Story Of The Day

From Knuckledragger:

I wandered into the gun shop on the public square in town yesterday afternoon about 1 PM to buy a brick of 22LR and when I went to pay for it with cash, Brett started laughing at me with, “I guess you’ve heard about that credit card bullshit too, huh?”
He told me his credit and debit card sales are down 90% lately and every single one of his sales so far that day were cash transactions.

I’m going to head over to our local merchant of death later to see if he says the same.

10 comments

    1. Sadly, gun store sales are but a tiny part of their income from transaction processing fees, but every little bit helps.

      1. If we could get a majority of gun owners in this country to forgo ALL credit card purchases for a couple of months this would go away. Sadly, we probably can’t organize it.

        1. Fisher,
          That would be great but gun owners are worse than herding cats.

          If we’re going to use cash at gun stores because of tracking, we might want to become very hesitant to use credit cards at other businesses too. If they make 2% on each of our purchases then let’s do what we can to make a dent in the revenue of these credit card companies employing these abhorrent policies.

          JQ

    1. I used to install and monitor transaction systems and actually, the retailer’s cost of handling cash is more than 2% of sales.

  1. You want to get out of the credit card habit? RETIRE! It’s amazing how fast you stop using the plastic then inflation is skyrocketing, interest rates are close behind, and your only income is Social Security and a monthly pension check.

  2. Depending on the amount of actual cash being taken in by LMOD (local merchants of death), they may have to file a “currency transaction report” upon deposit of the cash. This is an IRS which dates back to the 1980’s and was a way the IRS could track actual cash as a purported means of identifying cash from the illicit drug trade. The threshold is a $10,000 per day – anything above that is mandated to be reported.

    1. Doesn’t matter. Very few gun stores have reported daily sales in excess of $10k, even during panic buying periods like Covid. Only the large gun-sellers like Wal-Mart or Bass Pro get anywhere close to that, and their reporting is largely ignored by the IRS as long as it’s steady, without too many peaks and troughs.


Go through the records and filter out every line lacking the word "equilibrium"; copy the lines that remain.

=== The records ===

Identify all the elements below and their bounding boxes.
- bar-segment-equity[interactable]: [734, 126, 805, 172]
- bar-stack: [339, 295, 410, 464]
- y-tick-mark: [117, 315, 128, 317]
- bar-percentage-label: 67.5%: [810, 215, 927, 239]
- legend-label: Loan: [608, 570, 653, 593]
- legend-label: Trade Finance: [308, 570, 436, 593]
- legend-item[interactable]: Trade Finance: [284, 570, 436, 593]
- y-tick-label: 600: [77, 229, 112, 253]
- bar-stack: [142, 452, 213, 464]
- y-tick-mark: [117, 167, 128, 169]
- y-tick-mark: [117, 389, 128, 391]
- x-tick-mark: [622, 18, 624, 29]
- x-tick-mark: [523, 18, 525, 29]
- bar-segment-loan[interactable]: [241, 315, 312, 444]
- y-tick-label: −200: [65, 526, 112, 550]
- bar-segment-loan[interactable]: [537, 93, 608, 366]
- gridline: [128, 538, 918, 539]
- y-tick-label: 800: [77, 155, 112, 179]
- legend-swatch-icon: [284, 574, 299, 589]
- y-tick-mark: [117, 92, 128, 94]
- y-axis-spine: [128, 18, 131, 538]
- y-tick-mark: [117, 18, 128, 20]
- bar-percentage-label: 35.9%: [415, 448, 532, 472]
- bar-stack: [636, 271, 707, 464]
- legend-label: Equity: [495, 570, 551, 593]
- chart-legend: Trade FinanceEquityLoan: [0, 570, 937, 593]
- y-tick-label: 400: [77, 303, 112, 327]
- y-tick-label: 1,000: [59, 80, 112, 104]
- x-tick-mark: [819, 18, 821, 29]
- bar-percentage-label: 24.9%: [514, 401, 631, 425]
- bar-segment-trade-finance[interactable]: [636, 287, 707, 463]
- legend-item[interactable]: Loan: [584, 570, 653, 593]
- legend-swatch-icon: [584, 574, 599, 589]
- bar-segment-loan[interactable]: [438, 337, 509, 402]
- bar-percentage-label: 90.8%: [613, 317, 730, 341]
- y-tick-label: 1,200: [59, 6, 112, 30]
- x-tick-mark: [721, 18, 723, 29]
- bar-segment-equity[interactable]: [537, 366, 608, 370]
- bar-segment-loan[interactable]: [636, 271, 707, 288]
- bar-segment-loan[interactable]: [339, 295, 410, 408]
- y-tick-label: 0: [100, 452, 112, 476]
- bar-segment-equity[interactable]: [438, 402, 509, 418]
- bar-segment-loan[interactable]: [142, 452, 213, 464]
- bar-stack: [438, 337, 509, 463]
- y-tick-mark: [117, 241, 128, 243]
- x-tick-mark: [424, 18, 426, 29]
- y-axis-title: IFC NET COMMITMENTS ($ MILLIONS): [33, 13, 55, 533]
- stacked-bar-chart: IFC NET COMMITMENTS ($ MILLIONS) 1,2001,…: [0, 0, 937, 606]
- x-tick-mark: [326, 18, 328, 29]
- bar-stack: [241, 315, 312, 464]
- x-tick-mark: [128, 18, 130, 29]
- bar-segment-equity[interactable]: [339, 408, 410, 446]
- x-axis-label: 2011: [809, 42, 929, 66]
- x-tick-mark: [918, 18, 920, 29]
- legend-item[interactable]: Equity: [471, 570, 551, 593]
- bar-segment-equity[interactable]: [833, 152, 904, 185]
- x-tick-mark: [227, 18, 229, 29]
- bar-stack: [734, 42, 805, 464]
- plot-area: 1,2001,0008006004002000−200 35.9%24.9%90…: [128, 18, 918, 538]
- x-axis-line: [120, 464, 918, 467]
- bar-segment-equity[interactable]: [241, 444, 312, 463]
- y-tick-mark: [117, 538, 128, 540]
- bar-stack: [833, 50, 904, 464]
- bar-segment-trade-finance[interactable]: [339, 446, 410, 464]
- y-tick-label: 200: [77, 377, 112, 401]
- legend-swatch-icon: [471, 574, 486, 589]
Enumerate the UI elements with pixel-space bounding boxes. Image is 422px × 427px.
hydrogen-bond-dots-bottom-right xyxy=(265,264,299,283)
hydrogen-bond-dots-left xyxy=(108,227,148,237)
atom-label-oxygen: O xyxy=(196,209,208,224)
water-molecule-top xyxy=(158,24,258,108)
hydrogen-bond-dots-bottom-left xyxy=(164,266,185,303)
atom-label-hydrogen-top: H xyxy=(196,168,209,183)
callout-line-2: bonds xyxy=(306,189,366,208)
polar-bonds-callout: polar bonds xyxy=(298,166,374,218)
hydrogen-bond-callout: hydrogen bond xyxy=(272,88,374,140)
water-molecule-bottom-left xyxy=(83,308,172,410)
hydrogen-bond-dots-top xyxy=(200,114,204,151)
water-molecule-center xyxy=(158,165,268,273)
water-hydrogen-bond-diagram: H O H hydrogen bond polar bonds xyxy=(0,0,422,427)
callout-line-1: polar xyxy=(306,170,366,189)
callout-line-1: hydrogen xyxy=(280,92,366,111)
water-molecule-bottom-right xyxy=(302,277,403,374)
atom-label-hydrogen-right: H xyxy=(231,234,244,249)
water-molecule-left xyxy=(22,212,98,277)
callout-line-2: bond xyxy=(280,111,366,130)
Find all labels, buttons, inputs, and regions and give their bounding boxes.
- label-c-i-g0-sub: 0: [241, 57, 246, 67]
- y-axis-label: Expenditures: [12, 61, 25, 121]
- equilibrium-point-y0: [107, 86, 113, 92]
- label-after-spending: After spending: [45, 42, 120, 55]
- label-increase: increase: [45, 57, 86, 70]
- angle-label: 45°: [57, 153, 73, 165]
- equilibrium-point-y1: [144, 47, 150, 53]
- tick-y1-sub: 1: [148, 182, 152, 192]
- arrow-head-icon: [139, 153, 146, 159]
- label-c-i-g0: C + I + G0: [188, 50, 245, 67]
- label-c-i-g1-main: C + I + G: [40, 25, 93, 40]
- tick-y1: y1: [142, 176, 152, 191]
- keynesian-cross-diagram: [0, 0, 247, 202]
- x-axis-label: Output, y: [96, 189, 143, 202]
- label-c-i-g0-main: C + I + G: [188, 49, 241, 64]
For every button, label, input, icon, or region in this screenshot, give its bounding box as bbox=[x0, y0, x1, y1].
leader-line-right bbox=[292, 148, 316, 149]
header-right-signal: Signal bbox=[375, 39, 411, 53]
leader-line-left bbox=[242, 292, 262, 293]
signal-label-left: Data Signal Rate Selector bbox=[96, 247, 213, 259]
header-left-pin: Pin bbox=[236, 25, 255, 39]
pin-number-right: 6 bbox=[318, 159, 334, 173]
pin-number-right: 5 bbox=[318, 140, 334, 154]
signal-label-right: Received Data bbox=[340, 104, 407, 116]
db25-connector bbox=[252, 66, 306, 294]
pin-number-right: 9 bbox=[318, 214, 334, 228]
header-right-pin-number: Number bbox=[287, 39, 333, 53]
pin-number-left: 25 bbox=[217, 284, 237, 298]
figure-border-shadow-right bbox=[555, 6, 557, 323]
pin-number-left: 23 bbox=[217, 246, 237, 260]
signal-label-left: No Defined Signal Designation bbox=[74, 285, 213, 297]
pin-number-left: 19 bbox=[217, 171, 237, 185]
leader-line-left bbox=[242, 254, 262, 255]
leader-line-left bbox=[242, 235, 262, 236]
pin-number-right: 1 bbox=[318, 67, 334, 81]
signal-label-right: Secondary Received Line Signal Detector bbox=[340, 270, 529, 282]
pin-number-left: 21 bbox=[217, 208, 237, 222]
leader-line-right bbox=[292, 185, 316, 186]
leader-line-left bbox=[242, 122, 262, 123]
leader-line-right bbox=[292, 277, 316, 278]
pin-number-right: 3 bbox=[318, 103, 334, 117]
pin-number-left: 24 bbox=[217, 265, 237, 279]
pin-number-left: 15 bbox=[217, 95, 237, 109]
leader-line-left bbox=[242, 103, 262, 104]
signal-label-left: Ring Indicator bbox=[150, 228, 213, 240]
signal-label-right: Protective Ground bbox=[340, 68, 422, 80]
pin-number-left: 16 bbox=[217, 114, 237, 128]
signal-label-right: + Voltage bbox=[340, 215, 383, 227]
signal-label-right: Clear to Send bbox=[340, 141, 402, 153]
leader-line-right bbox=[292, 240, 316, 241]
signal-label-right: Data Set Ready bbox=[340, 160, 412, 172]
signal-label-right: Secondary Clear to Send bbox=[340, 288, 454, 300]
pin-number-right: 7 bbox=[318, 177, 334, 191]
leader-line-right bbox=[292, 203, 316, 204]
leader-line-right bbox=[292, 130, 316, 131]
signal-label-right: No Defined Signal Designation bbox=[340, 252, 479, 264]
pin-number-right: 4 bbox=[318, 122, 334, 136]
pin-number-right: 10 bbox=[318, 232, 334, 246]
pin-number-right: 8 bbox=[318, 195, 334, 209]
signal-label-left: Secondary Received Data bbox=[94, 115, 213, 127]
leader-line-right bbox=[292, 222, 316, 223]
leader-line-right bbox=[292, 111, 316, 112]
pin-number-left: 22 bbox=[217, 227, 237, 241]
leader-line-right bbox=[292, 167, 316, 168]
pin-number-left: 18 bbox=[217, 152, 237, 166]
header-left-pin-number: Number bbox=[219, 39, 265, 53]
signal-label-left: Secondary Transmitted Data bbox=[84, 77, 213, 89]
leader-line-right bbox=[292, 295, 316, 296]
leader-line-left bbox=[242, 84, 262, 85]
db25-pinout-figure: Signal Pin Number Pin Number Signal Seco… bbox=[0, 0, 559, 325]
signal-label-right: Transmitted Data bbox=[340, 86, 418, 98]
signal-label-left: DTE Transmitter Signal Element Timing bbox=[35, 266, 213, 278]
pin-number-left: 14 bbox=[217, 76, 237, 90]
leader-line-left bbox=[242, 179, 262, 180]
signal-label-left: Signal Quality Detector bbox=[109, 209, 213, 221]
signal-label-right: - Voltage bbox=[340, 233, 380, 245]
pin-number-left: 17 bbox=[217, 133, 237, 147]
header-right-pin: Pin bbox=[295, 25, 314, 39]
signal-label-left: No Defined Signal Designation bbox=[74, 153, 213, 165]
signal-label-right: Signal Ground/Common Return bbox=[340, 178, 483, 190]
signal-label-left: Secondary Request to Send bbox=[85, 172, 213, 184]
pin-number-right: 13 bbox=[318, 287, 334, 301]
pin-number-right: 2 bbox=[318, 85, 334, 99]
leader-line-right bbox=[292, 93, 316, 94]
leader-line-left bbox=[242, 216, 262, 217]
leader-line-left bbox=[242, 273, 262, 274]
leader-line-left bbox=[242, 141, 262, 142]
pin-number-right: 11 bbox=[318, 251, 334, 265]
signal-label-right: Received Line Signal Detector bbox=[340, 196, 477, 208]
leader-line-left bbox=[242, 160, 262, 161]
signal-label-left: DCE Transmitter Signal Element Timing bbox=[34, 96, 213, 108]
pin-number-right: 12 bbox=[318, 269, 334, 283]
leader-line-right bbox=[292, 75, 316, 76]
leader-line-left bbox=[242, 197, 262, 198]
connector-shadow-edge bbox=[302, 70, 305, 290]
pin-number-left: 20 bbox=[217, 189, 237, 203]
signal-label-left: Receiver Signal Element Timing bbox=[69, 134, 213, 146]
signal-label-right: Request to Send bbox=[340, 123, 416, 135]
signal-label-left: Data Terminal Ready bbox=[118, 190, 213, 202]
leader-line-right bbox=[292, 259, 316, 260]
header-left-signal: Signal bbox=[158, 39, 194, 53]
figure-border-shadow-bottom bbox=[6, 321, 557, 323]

===

## Result below:
- equilibrium-point-y0: [107, 86, 113, 92]
- equilibrium-point-y1: [144, 47, 150, 53]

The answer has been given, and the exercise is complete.